Give Us This Day Plunks Down $50,299 in Cash to Save Largest Foster Home

Foster care provider staves off tax foreclosure in unusual move.

It's not often somebody walks into the Multnomah County tax collector's office and plunks down more than $50,000 in cash—but nothing about Mary Holden's story is ordinary.

Holden, 55, is the executive director of Give Us This Day, the troubled Portland foster care provider recently shut down by state regulators after an investigation determined Holden and her board misspent or wasted $2 million.

She is also experienced with foreclosure.

Holden's personal residence in West Linn is currently in foreclosure, as it has been four previous times, and three properties Give Us This Day operated as group foster homes bounced in and out of foreclosure.

But on Wednesday, Holden staved off foreclosure of the last remaining group home she controlled.

That property, a 5,550-square-foot Tudor home on Northeast Rodney Avenue, is assessed at $825,000. It is technically owned by a long-defunct nonprofit called Alfred Yaun Child Care Centers. (That organization legally ceased to exist in 2001, but Holden was nominally its executive director and placed foster children in its primary asset, the Rodney Avenue house.)

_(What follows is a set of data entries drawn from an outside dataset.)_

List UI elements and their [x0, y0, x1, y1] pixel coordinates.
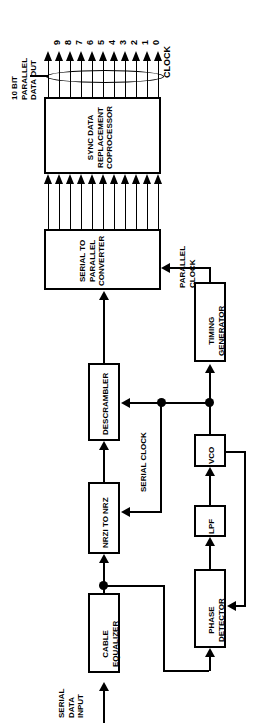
block-phase-detector-label: PHASE DETECTOR — [207, 598, 226, 642]
nrzi-output-arrowhead — [99, 441, 109, 450]
block-descrambler[interactable]: DESCRAMBLER — [88, 363, 120, 441]
block-lpf[interactable]: LPF — [194, 505, 226, 537]
block-cable-equalizer-label: CABLE EQUALIZER — [101, 621, 120, 667]
serial-data-input-line-2: DATA — [67, 689, 77, 718]
cop-in-line-9 — [48, 183, 49, 229]
parallel-data-out-line-2: PARALLEL — [20, 58, 30, 100]
lpf-output-line — [209, 476, 211, 506]
block-serial-to-parallel-label: SERIAL TO PARALLEL CONVERTER — [78, 236, 107, 286]
phase-detector-output-arrowhead — [205, 537, 215, 546]
cop-in-line-1 — [136, 183, 137, 229]
bus-port-label-3: 3 — [118, 40, 128, 45]
cop-in-line-clock — [158, 183, 159, 229]
bus-port-label-7: 7 — [74, 40, 84, 45]
serial-data-input-line-3: INPUT — [76, 689, 86, 718]
parallel-data-out-label: 10 BIT PARALLEL DATA OUT — [10, 58, 39, 100]
cable-equalizer-tap-vertical — [163, 585, 165, 672]
cop-in-line-5 — [92, 183, 93, 229]
vco-feedback-horizontal-bottom — [236, 605, 246, 607]
phase-detector-line-2: DETECTOR — [217, 598, 227, 642]
descrambler-output-line — [103, 300, 105, 363]
parallel-clock-arrowhead — [161, 263, 170, 273]
block-lpf-label: LPF — [207, 519, 217, 534]
block-vco[interactable]: VCO — [194, 434, 226, 467]
phase-detector-line-1: PHASE — [207, 598, 217, 642]
parallel-clock-horizontal — [170, 267, 211, 269]
cable-equalizer-tap-horizontal — [103, 585, 165, 587]
serial-to-parallel-line-3: CONVERTER — [97, 236, 107, 286]
serial-to-parallel-line-1: SERIAL TO — [78, 236, 88, 286]
bus-port-label-6: 6 — [85, 40, 95, 45]
block-phase-detector[interactable]: PHASE DETECTOR — [194, 569, 226, 648]
block-diagram-canvas: 9 8 7 6 5 4 3 2 1 0 CLOCK 10 BIT PARALLE… — [0, 0, 254, 725]
serial-data-input-arrowhead — [99, 682, 109, 691]
parallel-clock-vertical — [209, 267, 211, 283]
nrzi-output-line — [103, 450, 105, 482]
bus-port-label-0: 0 — [151, 40, 161, 45]
coprocessor-line-3: COPROCESSOR — [105, 106, 115, 169]
block-cable-equalizer[interactable]: CABLE EQUALIZER — [88, 593, 120, 673]
serial-data-input-line-1: SERIAL — [57, 689, 67, 718]
vco-output-line — [209, 403, 211, 435]
block-timing-generator-label: TIMING GENERATOR — [207, 306, 226, 356]
block-nrzi-to-nrz[interactable]: NRZI TO NRZ — [88, 482, 120, 554]
block-serial-to-parallel-converter[interactable]: SERIAL TO PARALLEL CONVERTER — [44, 229, 161, 290]
nrzi-to-nrz-line-1: NRZI TO NRZ — [101, 497, 111, 548]
bus-port-label-5: 5 — [96, 40, 106, 45]
cop-in-line-3 — [114, 183, 115, 229]
cop-in-line-6 — [81, 183, 82, 229]
block-nrzi-to-nrz-label: NRZI TO NRZ — [101, 497, 111, 548]
cop-in-line-4 — [103, 183, 104, 229]
block-coprocessor-label: SYNC DATA REPLACEMENT COPROCESSOR — [86, 106, 115, 169]
serial-data-input-line — [103, 691, 105, 723]
block-coprocessor[interactable]: SYNC DATA REPLACEMENT COPROCESSOR — [44, 97, 161, 174]
phase-detector-input-vertical — [209, 657, 211, 671]
descrambler-line-1: DESCRAMBLER — [101, 373, 111, 435]
coprocessor-line-1: SYNC DATA — [86, 106, 96, 169]
bus-port-label-8: 8 — [63, 40, 73, 45]
vco-feedback-vertical — [244, 451, 246, 606]
cable-equalizer-line-2: EQUALIZER — [111, 621, 121, 667]
serial-data-input-label: SERIAL DATA INPUT — [57, 689, 86, 718]
lpf-line-1: LPF — [207, 519, 217, 534]
block-vco-label: VCO — [207, 447, 217, 464]
parallel-data-out-line-3: DATA OUT — [29, 58, 39, 100]
serial-clock-branch-horizontal — [130, 511, 162, 513]
phase-detector-output-line — [209, 546, 211, 570]
vco-feedback-arrowhead — [227, 601, 236, 611]
block-timing-generator[interactable]: TIMING GENERATOR — [194, 282, 226, 362]
cable-equalizer-output-arrowhead — [99, 554, 109, 563]
coprocessor-line-2: REPLACEMENT — [96, 106, 106, 169]
bus-port-label-2: 2 — [129, 40, 139, 45]
lpf-output-arrowhead — [205, 467, 215, 476]
bus-port-label-4: 4 — [107, 40, 117, 45]
cable-equalizer-line-1: CABLE — [101, 621, 111, 667]
cable-equalizer-output-line — [103, 563, 105, 595]
cop-in-line-0 — [147, 183, 148, 229]
vco-feedback-horizontal-top — [226, 451, 246, 453]
serial-clock-branch-vertical — [160, 402, 162, 512]
serial-to-parallel-line-2: PARALLEL — [88, 236, 98, 286]
bus-port-label-1: 1 — [140, 40, 150, 45]
serial-clock-descrambler-arrowhead — [121, 398, 130, 408]
phase-detector-input-arrowhead — [205, 648, 215, 657]
block-descrambler-label: DESCRAMBLER — [101, 373, 111, 435]
bus-port-label-9: 9 — [52, 40, 62, 45]
parallel-data-out-line-1: 10 BIT — [10, 58, 20, 100]
descrambler-output-arrowhead — [99, 291, 109, 300]
vco-line-1: VCO — [207, 447, 217, 464]
timing-generator-line-1: TIMING — [207, 306, 217, 356]
serial-clock-label: SERIAL CLOCK — [139, 432, 148, 492]
serial-clock-nrzi-arrowhead — [121, 507, 130, 517]
cop-in-line-7 — [70, 183, 71, 229]
timing-generator-line-2: GENERATOR — [217, 306, 227, 356]
parallel-bus-marker — [46, 70, 164, 83]
timing-generator-input-arrowhead — [205, 364, 215, 373]
cop-in-line-2 — [125, 183, 126, 229]
cop-in-line-8 — [59, 183, 60, 229]
serial-clock-bus-horizontal — [130, 402, 210, 404]
bus-port-label-clock: CLOCK — [162, 46, 172, 78]
phase-detector-input-horizontal — [163, 670, 209, 672]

Because both Alfred Yaun and Give Us This Day many years ago ceased filing the tax returns required to maintain nonprofit status, the Multnomah County tax assessor put the Rodney Avenue house back on the property tax rolls effective 2008. (Holden fought that move in tax court, but the county prevailed.)

Multnomah County notified Holden earlier this year that if Alfred Yaun did not pay back taxes by Wednesday, Sept. 30, the county would seize the house for six years of unpaid taxes.

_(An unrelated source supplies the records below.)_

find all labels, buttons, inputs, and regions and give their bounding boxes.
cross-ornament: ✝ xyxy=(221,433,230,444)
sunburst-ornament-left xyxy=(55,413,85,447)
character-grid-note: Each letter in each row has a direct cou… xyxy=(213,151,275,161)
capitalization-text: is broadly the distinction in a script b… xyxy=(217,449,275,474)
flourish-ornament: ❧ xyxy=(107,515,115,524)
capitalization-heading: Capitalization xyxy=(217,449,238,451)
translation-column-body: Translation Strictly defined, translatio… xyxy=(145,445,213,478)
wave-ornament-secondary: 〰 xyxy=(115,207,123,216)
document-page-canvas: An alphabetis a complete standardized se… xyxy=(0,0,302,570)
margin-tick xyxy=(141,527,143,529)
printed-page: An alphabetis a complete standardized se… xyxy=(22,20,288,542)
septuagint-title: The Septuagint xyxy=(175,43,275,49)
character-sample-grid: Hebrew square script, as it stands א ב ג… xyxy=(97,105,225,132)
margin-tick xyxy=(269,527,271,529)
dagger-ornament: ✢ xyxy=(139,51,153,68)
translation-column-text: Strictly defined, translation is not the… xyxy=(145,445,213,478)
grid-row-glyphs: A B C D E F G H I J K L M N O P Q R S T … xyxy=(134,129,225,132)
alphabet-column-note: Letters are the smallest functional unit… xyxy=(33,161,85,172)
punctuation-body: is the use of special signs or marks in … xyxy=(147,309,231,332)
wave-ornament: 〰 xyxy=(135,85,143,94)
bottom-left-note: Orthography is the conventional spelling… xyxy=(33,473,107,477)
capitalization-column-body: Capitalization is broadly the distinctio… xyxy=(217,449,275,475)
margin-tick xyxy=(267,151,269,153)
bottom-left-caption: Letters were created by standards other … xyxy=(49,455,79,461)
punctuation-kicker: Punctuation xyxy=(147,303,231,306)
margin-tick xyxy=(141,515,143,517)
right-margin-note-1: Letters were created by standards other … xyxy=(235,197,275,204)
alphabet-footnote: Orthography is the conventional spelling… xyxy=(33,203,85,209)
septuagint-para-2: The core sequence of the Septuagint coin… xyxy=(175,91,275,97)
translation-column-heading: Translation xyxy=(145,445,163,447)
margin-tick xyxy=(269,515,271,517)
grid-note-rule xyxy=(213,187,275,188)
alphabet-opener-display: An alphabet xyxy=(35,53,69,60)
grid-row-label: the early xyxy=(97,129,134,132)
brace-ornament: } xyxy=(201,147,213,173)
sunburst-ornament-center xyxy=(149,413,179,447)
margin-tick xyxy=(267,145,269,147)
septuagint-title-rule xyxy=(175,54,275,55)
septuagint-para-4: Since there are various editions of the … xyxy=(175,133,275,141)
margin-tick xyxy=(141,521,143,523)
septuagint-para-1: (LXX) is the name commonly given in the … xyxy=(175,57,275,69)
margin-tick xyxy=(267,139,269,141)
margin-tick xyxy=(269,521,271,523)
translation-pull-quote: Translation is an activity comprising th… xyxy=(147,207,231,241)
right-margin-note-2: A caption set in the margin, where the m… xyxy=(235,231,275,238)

That same Sept. 30 deadline applied to other properties in similar arrears, and so there was a lot of activity at the tax collection window on the first floor of county headquarters at 701 SE Hawthorne Blvd.

At 2:51 pm, an associate of Holden's named Jacqueline Williams walked up to the tax window carrying a bag. From that bag, Williams produced $50,299 in cash, paying off four years of arrears, with interest—enough to allow Alfred Yaun and Holden to hang on to the house for another year.

Normally, people pay their taxes with a check. Records show Holden has regularly failed to pay employees and creditors, and former employees say her foster group homes often lacked food, hygiene supplies and other basics.

So where did the bag of cash come from? Holden did not immediately return a call seeking comment.